The first Sunday I dedicated myself to cleaning my apartment. I owned a robot vacuum that swept around with no foreseeable plan, taking a different path each time, often driving itself into a corner. Then it beeped to tell me that it was stuck. Like the man in my father’s cassette player, a female voice lived in my vacuum. But she was American, and when she came on to say error, I heard terror, like the woman was afraid.
To Fang, a circular vacuum for square rooms made no sense, and he suggested that I hire a cleaner.
I said our mother used to do that, clean other people’s houses and wipe away their filth.
That’s the past, said Fang. The past is the past. The future is now.
Tami had asked if the robot vacuum was my surrogate child. You like to worry about the vacuum, she said, and that worry becomes an activity in and of itself that fills you up.
Once I passed thirty, many things had, according to some, become my surrogate child. If I bent down to admire a dog around Tami, it became my child. If I stared too long at a clock, it became my biological clock. Once I passed thirty-five, the frequency of child references doubled.
As I was cleaning Robot Vacuum, cutting from around its bristles a lawn of black hair that should’ve left me bald, my mother called to say that there was no one in the house except Nanny and her.
Why’s that? I asked, trying to pry hair that once belonged to me out of my first surrogate child. But I was unsuccessful and decided to put Robot Vacuum in the closet for a time-out.
Terror, it cried, and my mother asked what that was and I said I didn’t hear anything, while shutting the closet door.
She said everyone else left to do holiday shopping.
I didn’t like shopping either, I said, to which she replied who said she didn’t like it? All women liked to shop, and had she the stamina to keep up with Tami for a day, she would’ve gone.
My sister-in-law was a committed shopper and knower of name brands. Her only policy for herself was to never buy anything on sale or visit outlet malls where crowds of Asian women gathered, looking for deals. If you couldn’t afford luxury products at full price, Tami believed, you shouldn’t be buying them at all. But sometimes I wondered if in steering herself away from one stereotype, she’d steered herself straight into another.

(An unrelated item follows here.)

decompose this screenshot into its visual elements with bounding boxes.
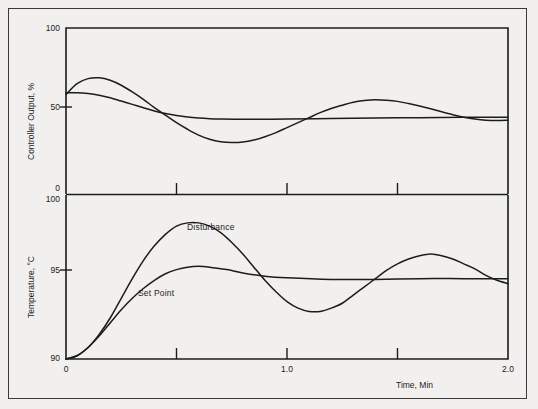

My mother added that not only did all women like to shop, but they liked to shop together.
I couldn’t say that I agreed.
Well, have you ever tried? Have you asked Tami to take you with her?
The only time I’d gone with her into a store, we were quickly and immediately ushered into a private room. When I asked what kind of place was this, both Tami and the salesclerk blinked at me: You’ve never been inside a Tiffany’s? Who’s Tiffany? I’d asked, and neither of them seemed to know or care. We were in that private room for the better half of a day, admiring shiny pieces on velvet trays, while mannequin-like men in black suits kept bringing us champagne.
And you didn’t like that? my mother asked. Drinking free champagne at a jewelry store?
I said I didn’t like jewelry. The champagne was all right.